Secondly, Google’s own Search Console requires you to set up separate profiles for subdomains. That’s another good indicator that they value subdomains differently.

That doesn’t mean subdomains inherit ZERO equity from their root domains. They may inherit a greatly reduced amount. OR, Google may adjust the amount of equity they inherit on a case-by-case basis. Since WordPress.com has thousands of low-authority blogs on subdomains, Google may devalue their subdomains more than other sites that only have a handful.

Google has stated that their search engine is indifferent to subdomains vs. subfolders, but the SEO community has repeatedly found that to be false. Industry thought-leader Moz moved their content from a subdomain to a subfolder and saw measurable increases just as a result of that move.

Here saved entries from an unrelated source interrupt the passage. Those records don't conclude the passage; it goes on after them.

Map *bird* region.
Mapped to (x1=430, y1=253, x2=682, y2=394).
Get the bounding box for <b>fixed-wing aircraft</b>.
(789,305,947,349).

Questions? Comments? Leave them here or reach out to me on Twitter: @BerkleyBikes.

Chris Berkley

Chris is a digital marketing consultant specializing in SEO and Analytics across industries including healthcare, education, finance and others.

14 Comments

  • GANESH says:

    THANKS FOR THE INFORMATION

  • Jared says:

    You need to update this article. “CNN Coupons” is ranking very well, based on leeching off the authority of the domain. And what’s more JohnMu confirmed it’s fine, there’s nothing wrong with this nor the 100s of other European coupon sites whoring off the authority of the domain. As long as you can find an authority brand, subdomain leasing is fine. Confirmed:

    https://twitter.com/JohnMu/status/1248215893202649089?s=20

    • Chris Berkley says:

      No, my logic stands. Coupons.cnn.com *may* inherit some amount of authority from the root domain (as indicated in the article), or it may rank well because it has thousands of quality backlinks from sites like Business Insider, Yahoo.com, etc.

  • Jake says:

    Great article, Chris. I had the exact same logic in mind.

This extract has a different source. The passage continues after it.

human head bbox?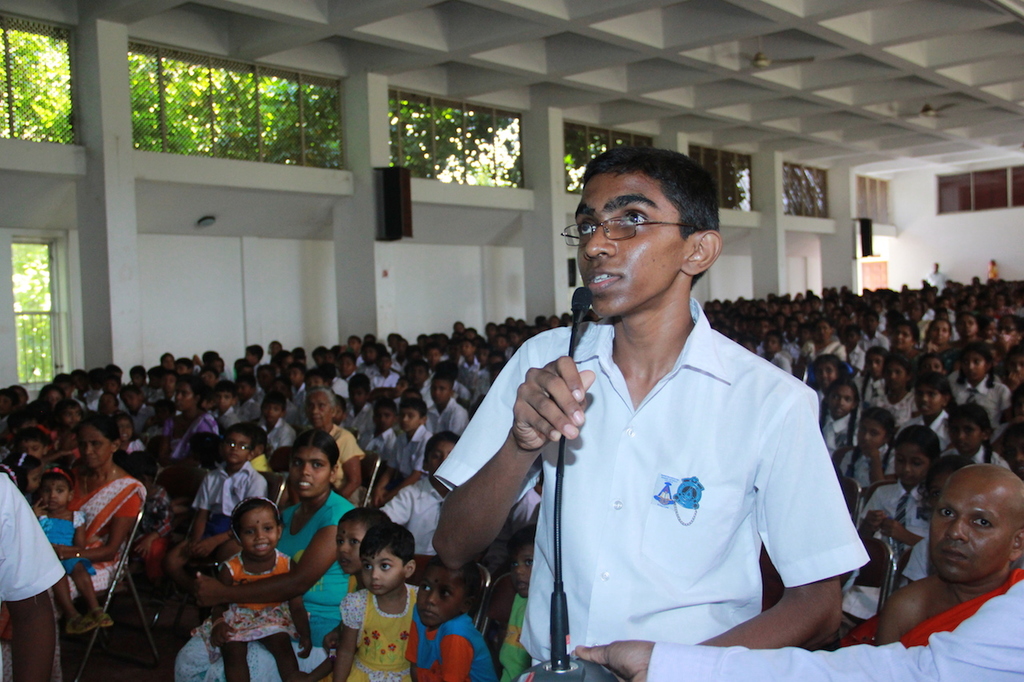
l=978, t=315, r=996, b=341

  • nice info, great article for seo, thanks christ

  • I have found a website running its subdomain timesofindia.indiatimes.com and root domain indiatimes.com they both have the same Alexa rank (164). when this subdomain was created it had got the same value as root domain had.

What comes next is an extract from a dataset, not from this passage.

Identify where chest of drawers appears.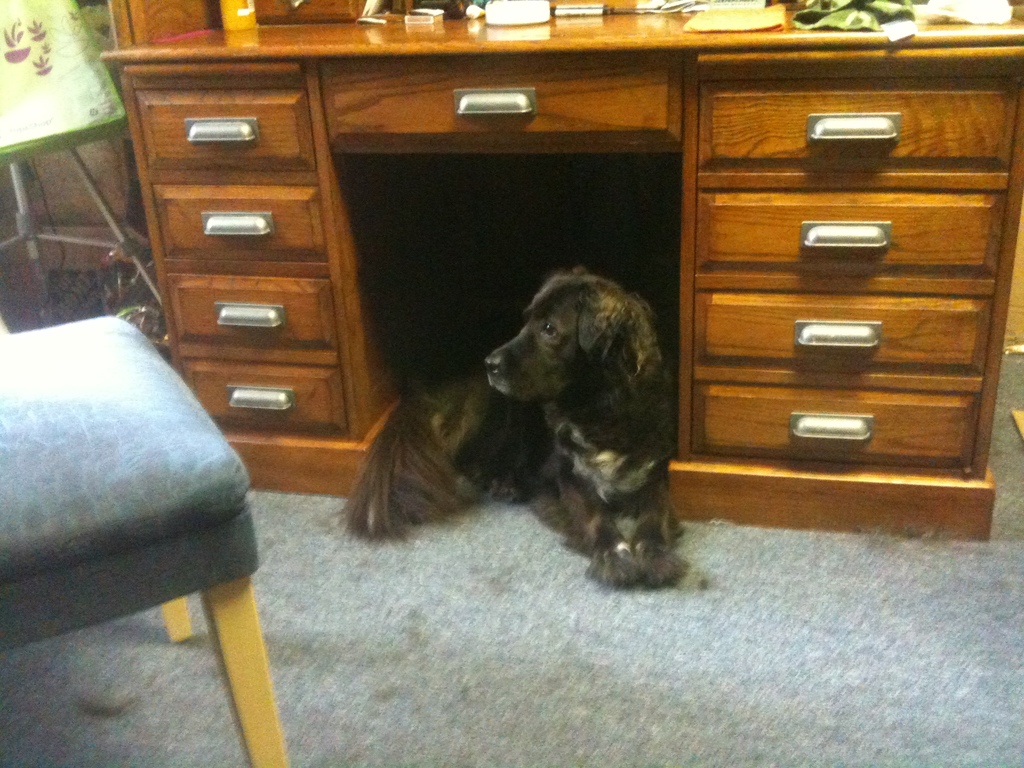
Appears at <bbox>93, 9, 1023, 547</bbox>.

    And even now subdomain has more traffic.
    So I am just confused that how it got all SEO benefit from its root domain.

    • Chris Berkley says:

      A lot of tools that measure domain authority don’t differentiate between the root domain and the subdomain, so that may be the case with the Alexa rank.

  • Primoz says:

    If you are still not confused, according to Google itself it does not matter https://www.youtube.com/watch?v=uJGDyAN9g-g

    • Chris Berkley says:

      Yes, but field testing from numerous SEO experts has proved otherwise. And hard data beats talking points.

  • Suraj says:

    Really appreciate your work.

  • George says:

    Hi Chris, great article although I still have a couple of questions.

    1. If a subdomain is treated as a separate site would the sites be penalised for duplicate content?

    2. Some people seem to suggest that google reads sites as either transactional or educational. Does this mean that you should separate out a blog to a subdomain for instance on an e-commerce site?

    • Chris Berkley says:

      1. If it’s truly duplicate content, it’s bad either way. If it’s on the same domain, search engines will see it as spam and the likelihood of ranking is low. If it’s on different domains or subdomains, Google will see it as plagiarism and the likelihood of ranking is low.

      2. No, I would never advocate using a subdomain when it’s not necessary. There are plenty of sites that are both transactional AND educational that rank well for both types of queries. Part of being an eCommerce provider is informing visitors about the products you’re selling, so it’s never purely transactional.

  • Reading this, i guess it’s a bad idea to use a subdomain as homepage, no?

    • Chris Berkley says:

      Yes, assuming the rest of your site is not on the subdomain, I’d say having only the homepage on a subdomain is not recommended.